== DATA TO USE ==
-- -- --

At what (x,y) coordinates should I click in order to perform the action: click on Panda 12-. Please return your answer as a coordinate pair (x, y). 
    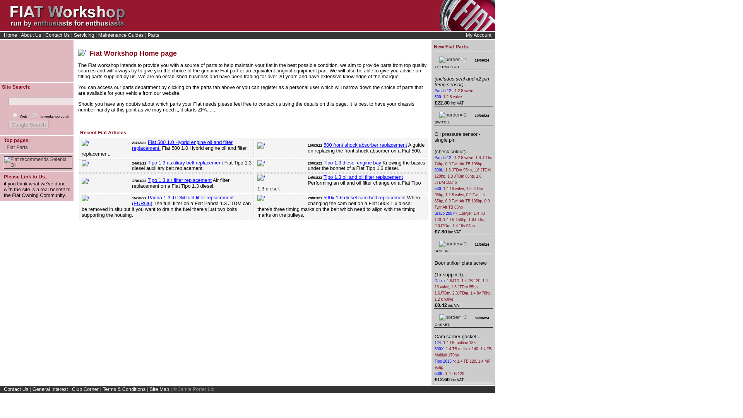
    Looking at the image, I should click on (443, 91).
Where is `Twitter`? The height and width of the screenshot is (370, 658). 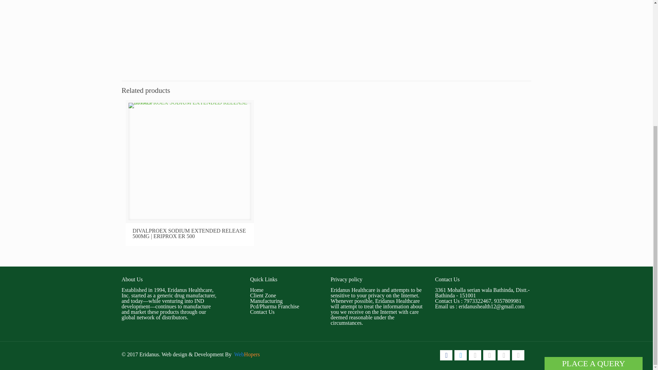
Twitter is located at coordinates (460, 355).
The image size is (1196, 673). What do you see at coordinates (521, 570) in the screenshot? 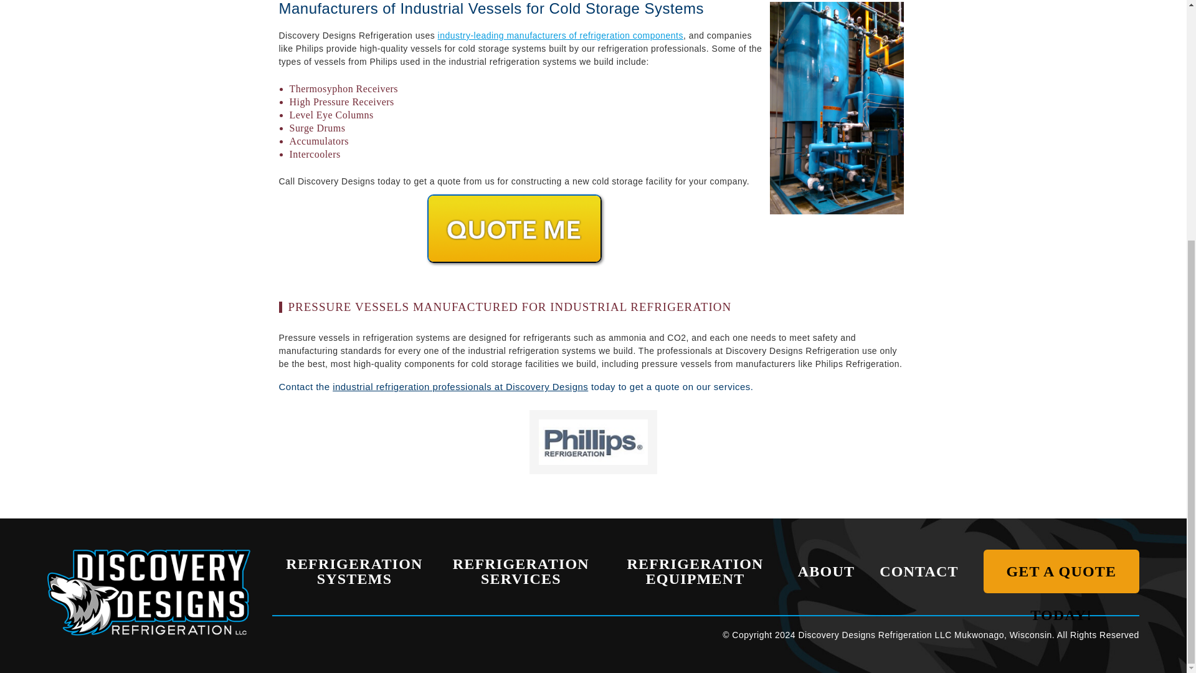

-- -- --

== WHAT THE TASK ASKS ==
Could the listing above be transcribed exactly, with the pictures left out?

== WRITTEN SOLUTION ==
At what (x,y) coordinates should I click in order to perform the action: click on Panda 12-. Please return your answer as a coordinate pair (x, y). 
    Looking at the image, I should click on (443, 91).
Where is `Twitter`? The height and width of the screenshot is (370, 658). 
Twitter is located at coordinates (460, 355).
The image size is (1196, 673). What do you see at coordinates (521, 570) in the screenshot? 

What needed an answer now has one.